#### WHAT THE EXERCISE ASKS
Repeat the lines from the one containing "reading: 4.8 bar" through the end of the listing exactly, both ends included. Do not carry over any pictures.

BEGIN

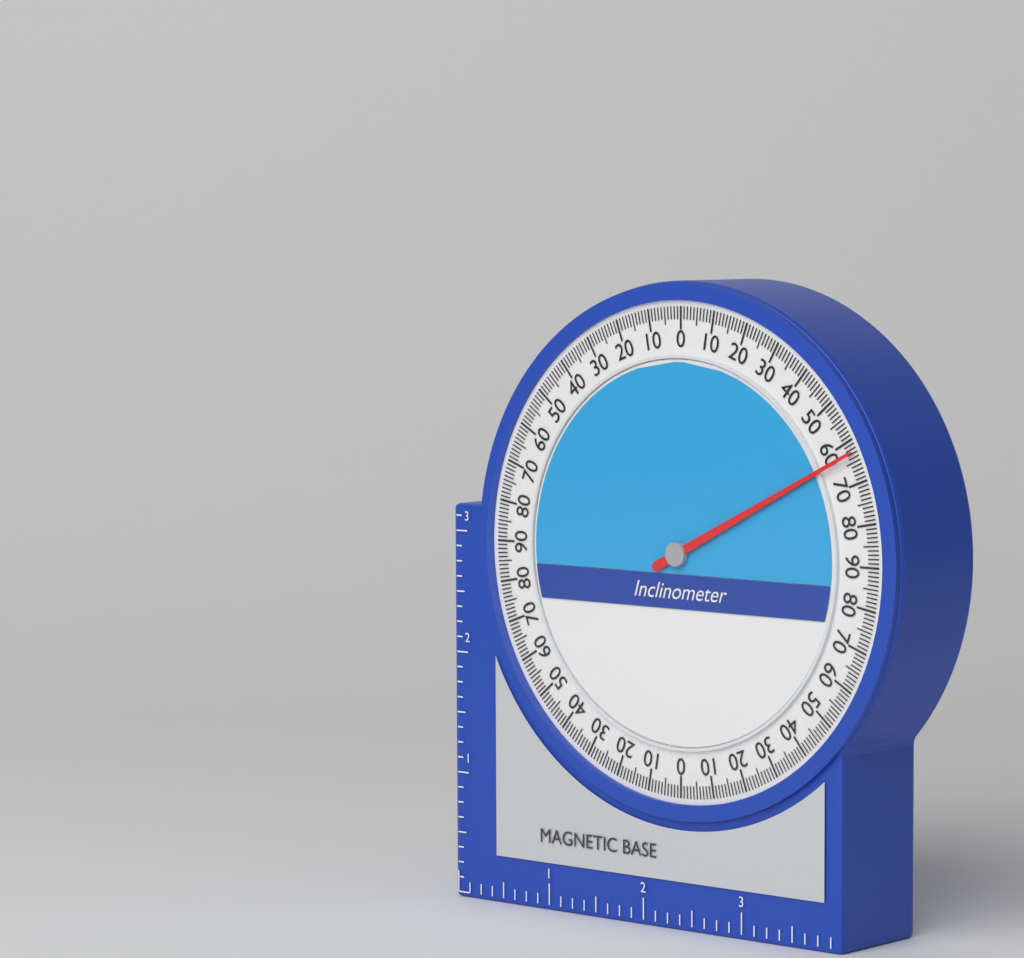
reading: 63 (no unit)
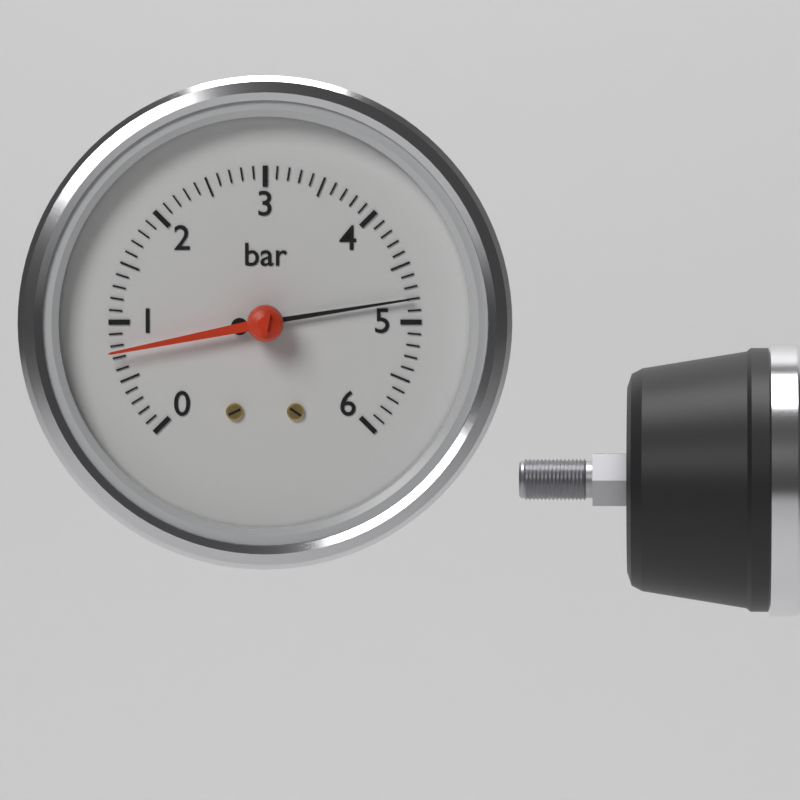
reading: 4.8 bar
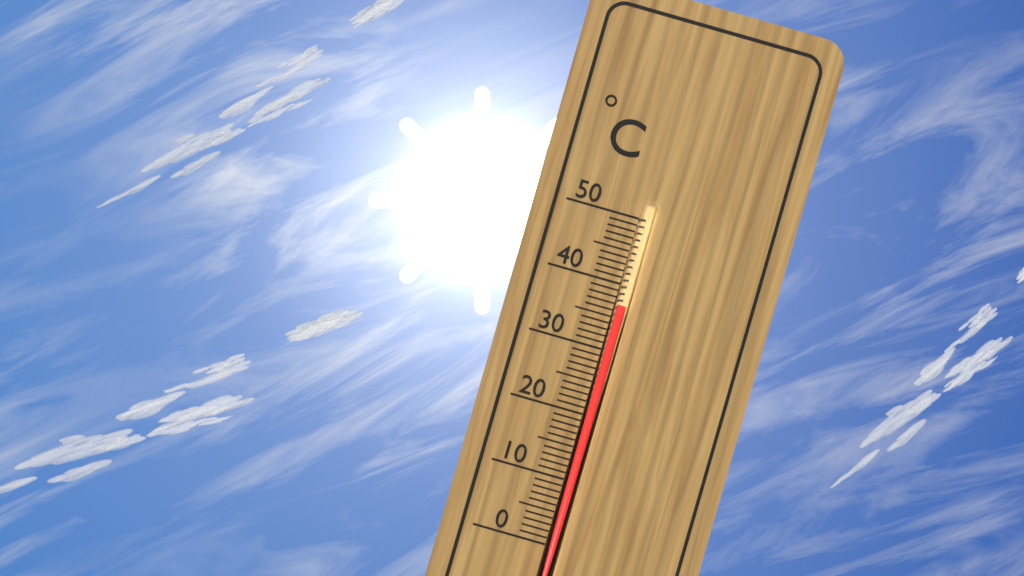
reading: 37 °C
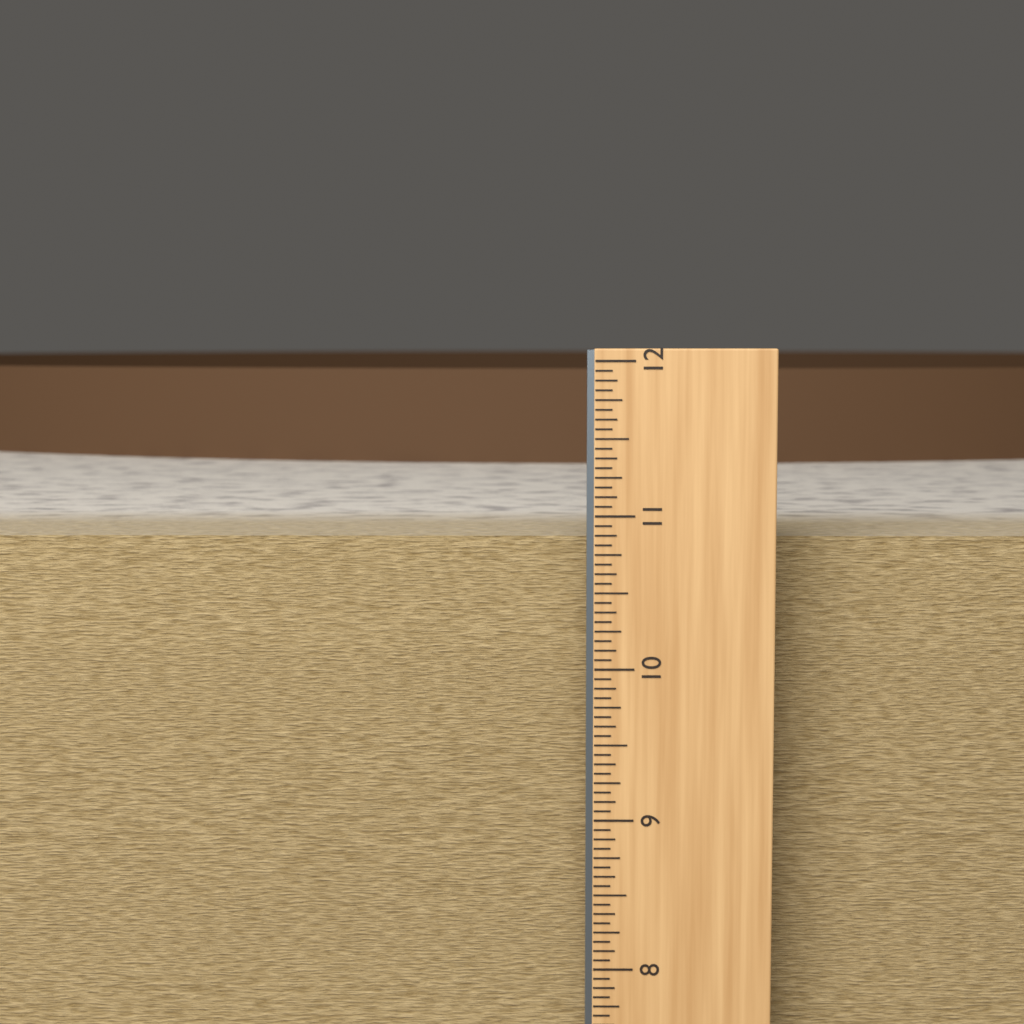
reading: 10.8125 in
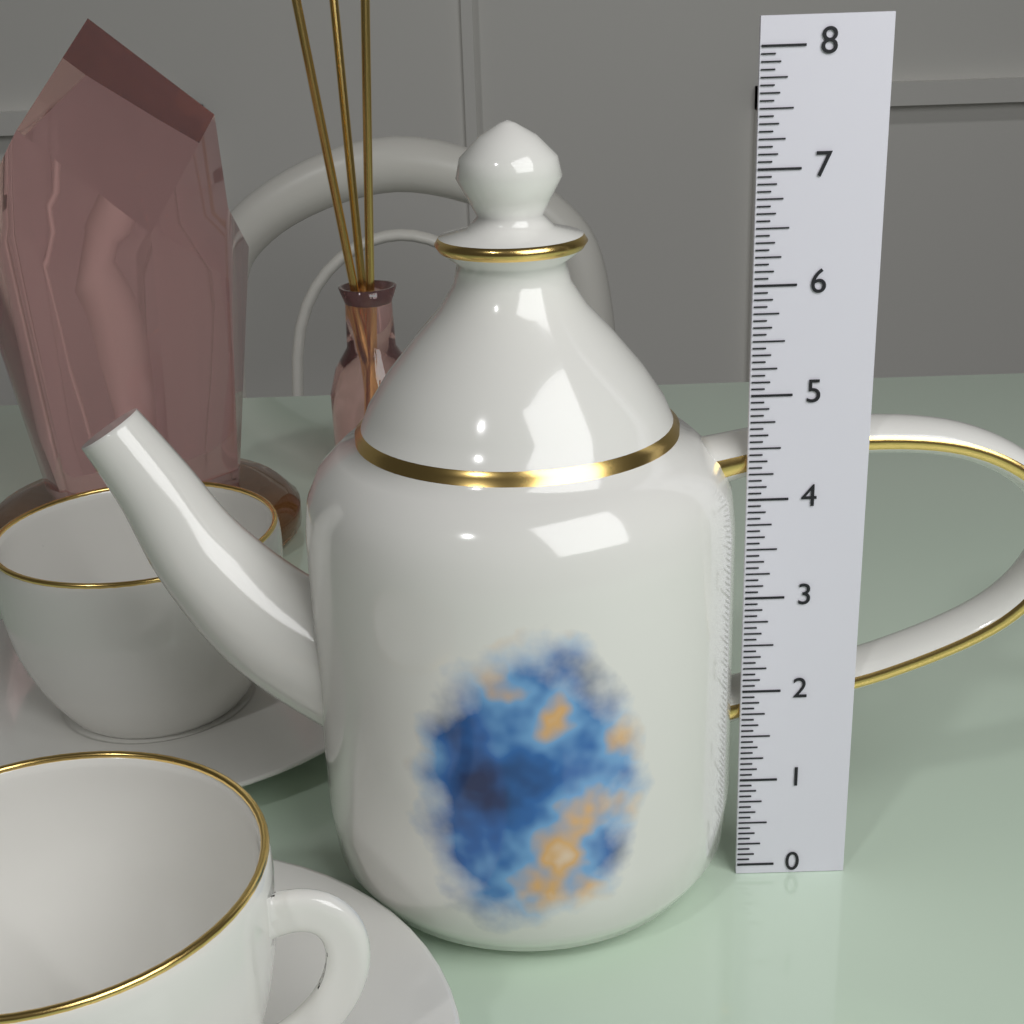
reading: 7.4375 (no unit)
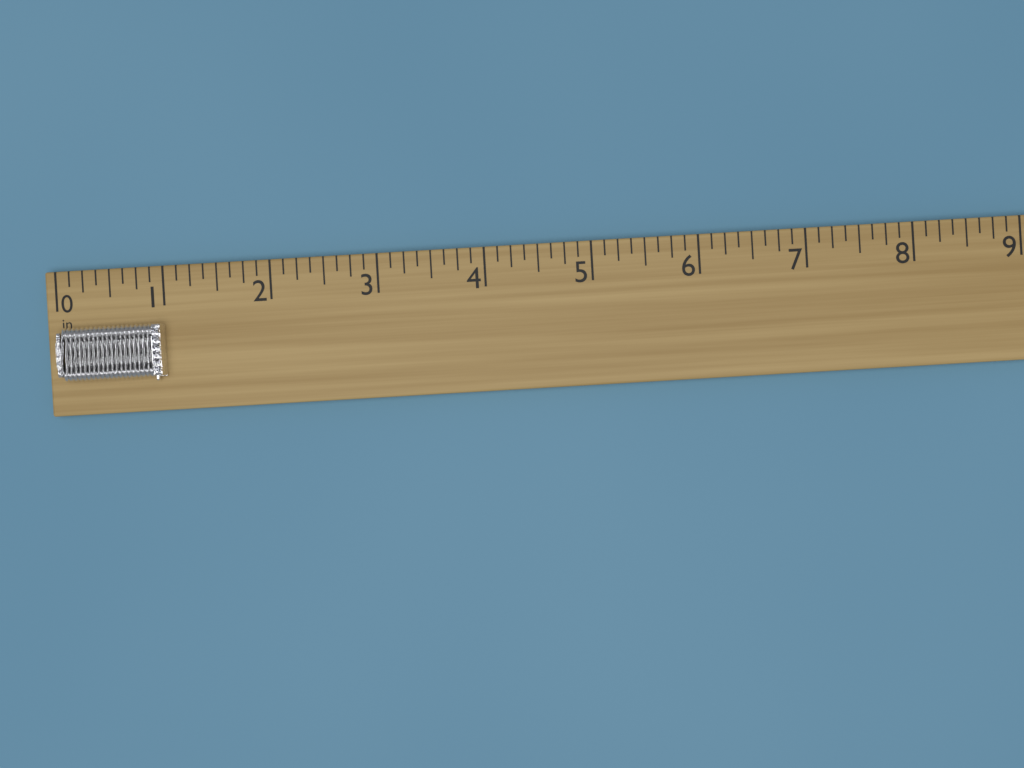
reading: 1.000 in
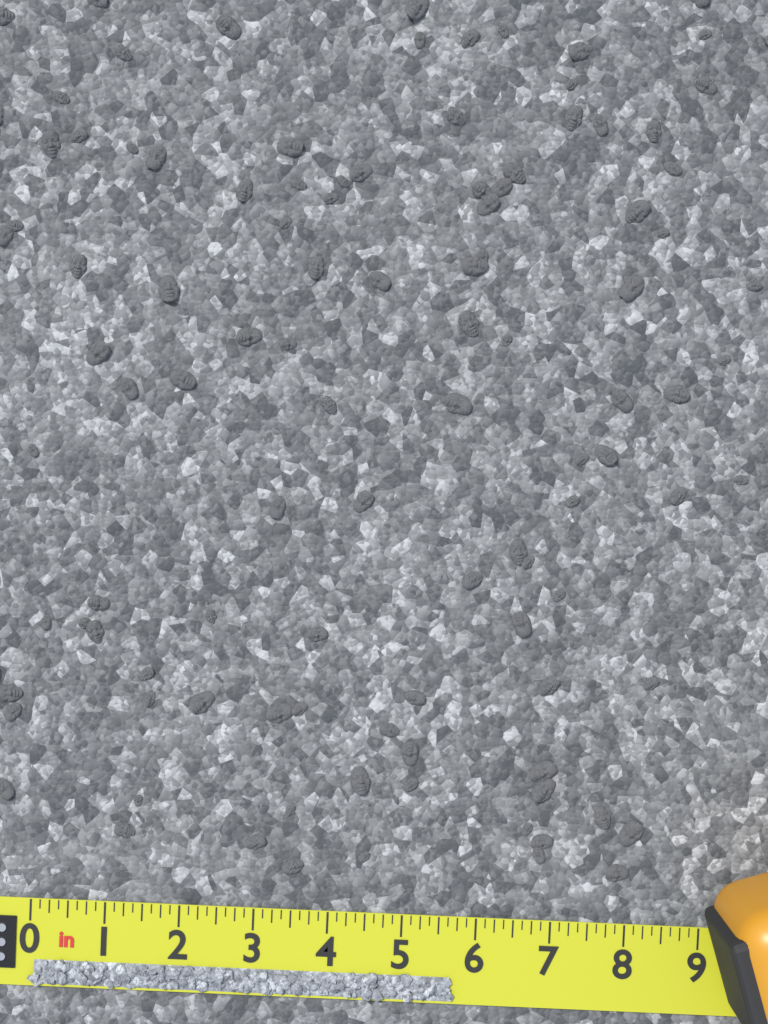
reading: 5.750 in
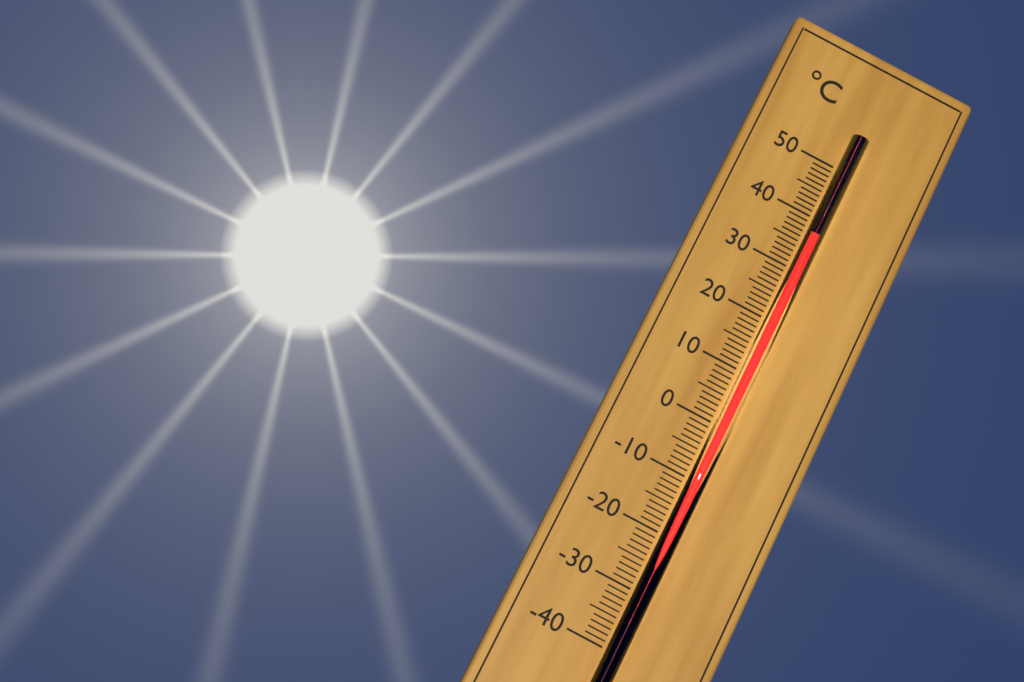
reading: 36 °C
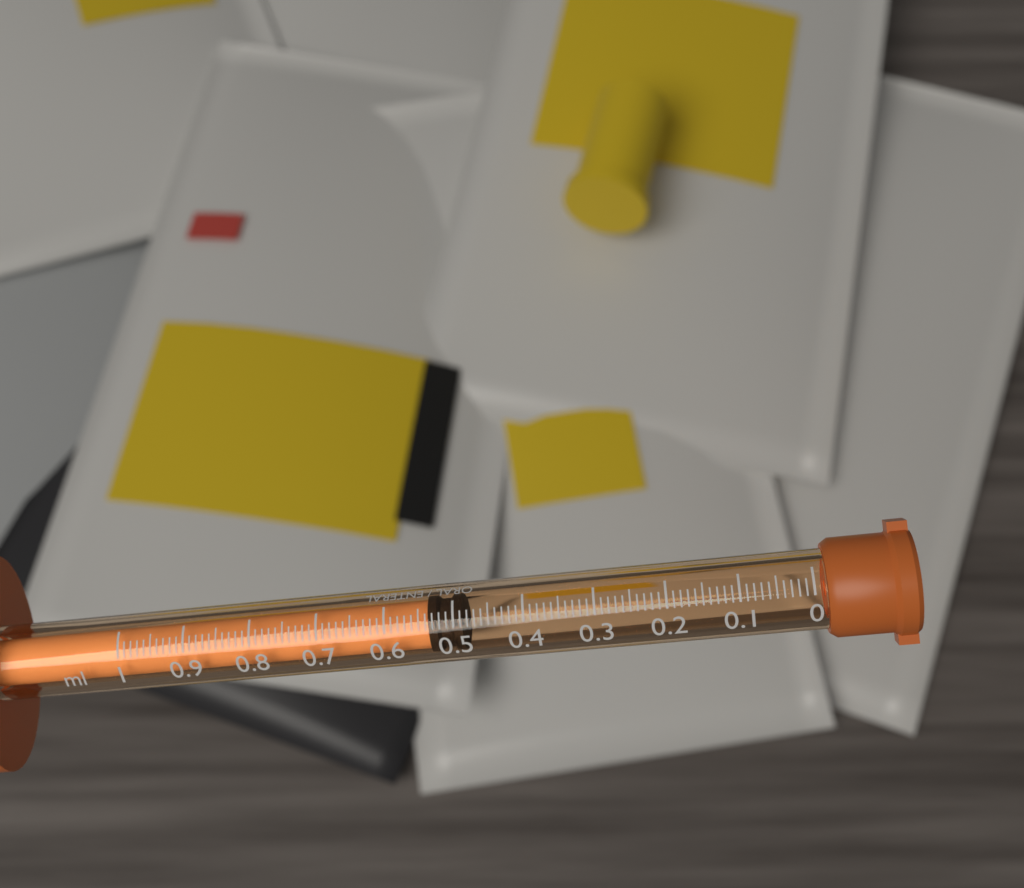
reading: 0.49 ml
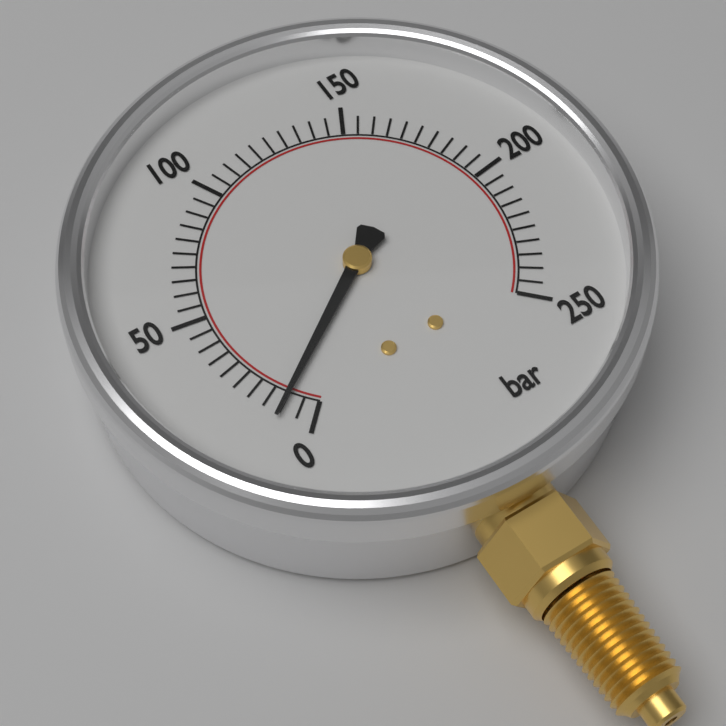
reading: 10 bar
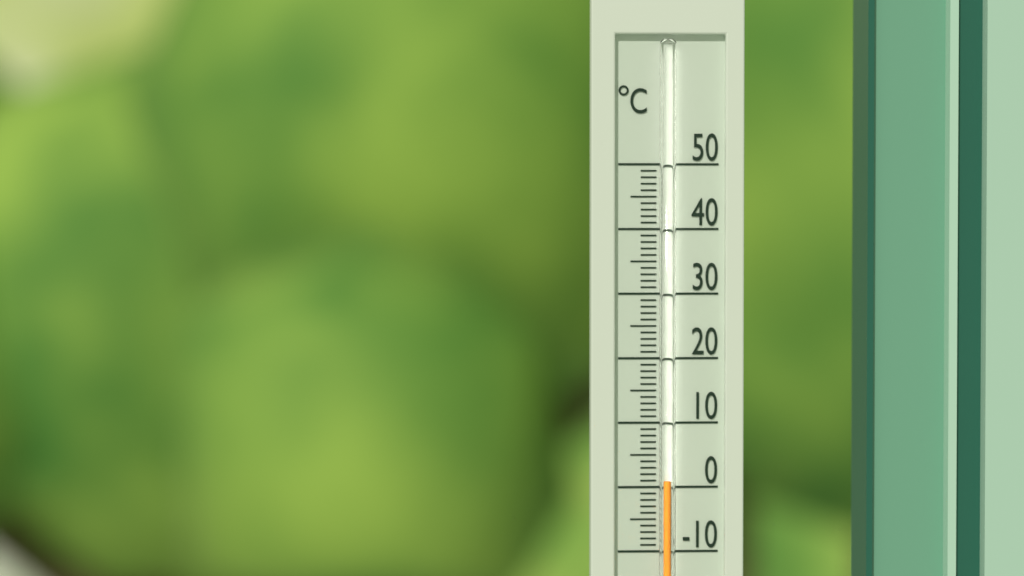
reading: 1 °C
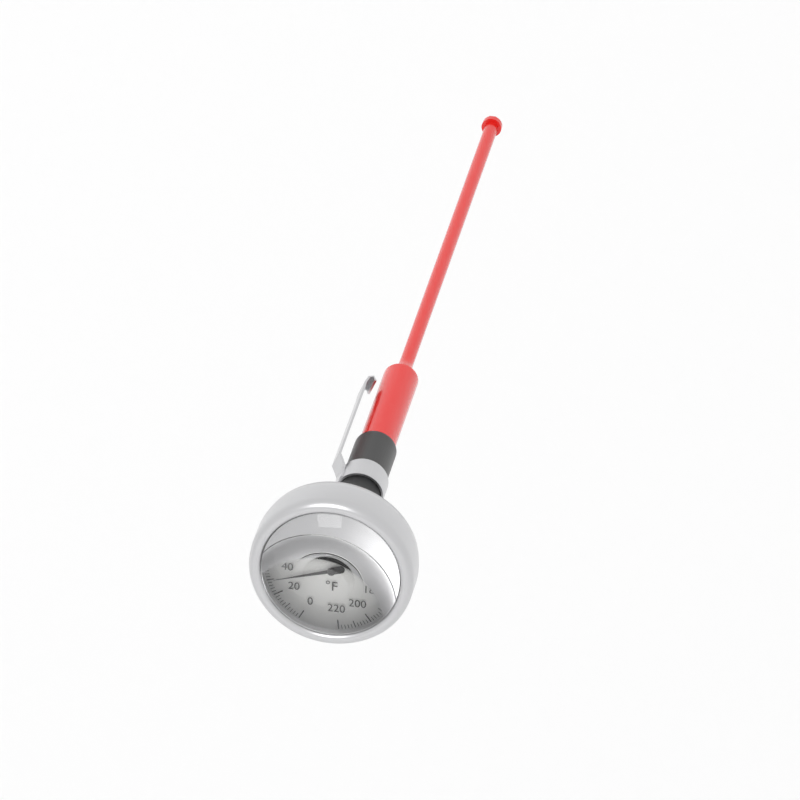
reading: 30 °F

END

#### THE ANSWER
reading: 4.8 bar
reading: 37 °C
reading: 10.8125 in
reading: 7.4375 (no unit)
reading: 1.000 in
reading: 5.750 in
reading: 36 °C
reading: 0.49 ml
reading: 10 bar
reading: 1 °C
reading: 30 °F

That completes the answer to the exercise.